The Pentagon was abuzz last week over the NY Times Article:
We Have Met the Enemy and He Is PowerPoint. The message: Generals, particularly those in theater, HATE PowerPoint.
Disclosure: I'm a Point Point Ranger. I have well over 10,000 hours behind the keyboard on Power Point and have even taught classes on how to navigate the software and develop effective DoD style briefings.
I've often joked that we simply can't communicate with each other without Power Point. The issue that many in the DoD (and across the world) have with Power Point is how many people still do not know HOW to use the software or effectively develop briefings. If you recently came from a career (operations?) where you did not use Power Point regularly, I can understand, but I've worked with
hundreds who have spent their entire career in an office and still struggle to capture a message in a few bullets and slides. I have ZERO sympathy for you. If you don't know how to use the software, take a class. If you don't know how to convey a message clearly, you should rethink what you're doing at your job.
Seth Godin has a great blog post from a few years ago on
Really Bad Power Point. Here are the five rules you need to remember to create amazing Powerpoint presentations:
- No more than six words on a slide. EVER. There is no presentation so complex that this rule needs to be broken.
- No cheesy images. Use professional stock photo images.
- No dissolves, spins or other transitions.
- Sound effects can be used a few times per presentation, but never use the sound effects that are built in to the program. Instead, rip sounds and music from CDs and leverage the Proustian effect this can have. If people start bouncing up and down to the Grateful Dead, you’ve kept them from falling asleep, and you’ve reminded them that this isn’t a typical meeting you’re running.
- Don’t hand out print-outs of your slides. They don’t work without you there.
The last point is worth discussing further. We create Power Point slides with tons of bullets and information so the slides can "stand on their own" and convey the message without a speaker. If that's the case, why have a meeting? Just email me your slides - message conveyed. Instead we need to use more graphics and fewer words and capture the details in the notes pages, backup slides, or a separate document.
I prefer using point papers (via wikis) to convey detailed information. A point paper can go into sufficient detail that the briefing does not, while still keeping it short (I said point paper, not a 30 page white paper with long paragraphs that no one wants to read). A 1-2 page point paper can convey similar information that a 30 slide Power Point briefing does. Hand out the point paper so your audience doesn't have to take notes or flip through a small book of briefing slides (save paper too!). As a take away from the meeting, they have your short point paper with the key nuggets of information you conveyed and any recommendations or actions for the audience to consider.
Back to your Power Point briefing, here's my guidance:
- More graphics, fewer words: I want to hear you speak to convey the information
- Include a purpose statement: Why are we here? Convey info, discuss an issue, make a decision?
- Include a BLUF - Bottom Line Up Front - Don't make me wait for the answer/recommendation.
- Slides are free - Use as many as you need - Don't cram a slide with multiple thoughts, break them out on separate slides - You can talk to 3 slides that each have a graphic and one bullet of text in the same time takes to talk to three bullets on one slide (plus sub-bullets and graphics). In the past I would say estimate 2.5-3 minutes per slide, but that was for a standard DoD slide. Since we're not printing out hard copies of your briefing, you can talk to a single slide in 10 seconds and move on. . .
- Use bumper stickers - What's the one main point this slide conveys? This reinforces all those bullets on your slide and offers another benefit. If you planned on briefing 20 slides in an hour (using the traditional format), but at the last minute the General's schedule only allows 20 minutes, what do you do? Brief the bumper stickers.
- Consistency between slides - Your message is distracting if each slide has different formatting and fonts. Encouraging your organization to work off a standardized template, allows everyone to reuse slides from multiple briefings. The key is to get someone who truly knows Power Point to develop the template otherwise you'll struggle for years with bad formatting and endless rework.
- Break from the mold - There are some great presentation styles online at sites like Slideshare that break from the traditional DoD briefing format. Depending on your audience, explore alternative formats to convey your message.
- Learn from the Experts - Garr Reynolds has a huge following with Presentation Zen. I also encourage you to read the latest Heath Brother's Book Made to Stick: Why Some Ideas Survive and Others Die
If a meeting is simply to relay information that can be effectively done by emailing a document or briefing then do so and cancel the meeting. If after reading your document, people want to discuss an issue, then have a meeting and limit the discussion to the issues. It saves everyone time and energy. Once Enterprise 2.0 becomes more prevelent, we can further reduce meetings with online collaboration via tools like discussion forums.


What the exercise asks: Using the entries that follow, give only the number of lines with the word "label" in them.

Website and app data records:
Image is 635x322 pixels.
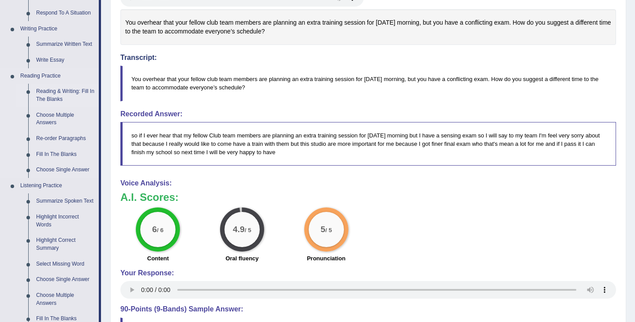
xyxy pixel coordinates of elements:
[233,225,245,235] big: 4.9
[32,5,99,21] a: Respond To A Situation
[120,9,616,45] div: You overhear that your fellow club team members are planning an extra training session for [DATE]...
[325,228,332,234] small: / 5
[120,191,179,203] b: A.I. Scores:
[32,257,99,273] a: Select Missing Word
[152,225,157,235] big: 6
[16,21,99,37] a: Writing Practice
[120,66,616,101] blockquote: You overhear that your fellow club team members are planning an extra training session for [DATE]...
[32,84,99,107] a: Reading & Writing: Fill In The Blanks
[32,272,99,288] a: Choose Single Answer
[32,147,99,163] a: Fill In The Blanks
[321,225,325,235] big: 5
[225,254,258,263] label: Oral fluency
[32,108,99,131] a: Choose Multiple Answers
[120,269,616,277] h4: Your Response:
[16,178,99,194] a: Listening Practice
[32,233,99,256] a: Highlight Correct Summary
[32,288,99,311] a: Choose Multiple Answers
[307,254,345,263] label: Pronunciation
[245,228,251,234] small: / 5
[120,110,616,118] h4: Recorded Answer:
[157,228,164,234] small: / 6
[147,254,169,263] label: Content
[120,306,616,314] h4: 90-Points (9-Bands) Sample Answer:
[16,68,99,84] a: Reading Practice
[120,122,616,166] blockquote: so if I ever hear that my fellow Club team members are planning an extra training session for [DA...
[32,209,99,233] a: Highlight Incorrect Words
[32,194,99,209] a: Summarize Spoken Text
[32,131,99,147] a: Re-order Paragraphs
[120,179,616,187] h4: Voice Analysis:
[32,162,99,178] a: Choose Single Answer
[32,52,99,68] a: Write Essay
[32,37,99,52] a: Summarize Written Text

Problem solution: 3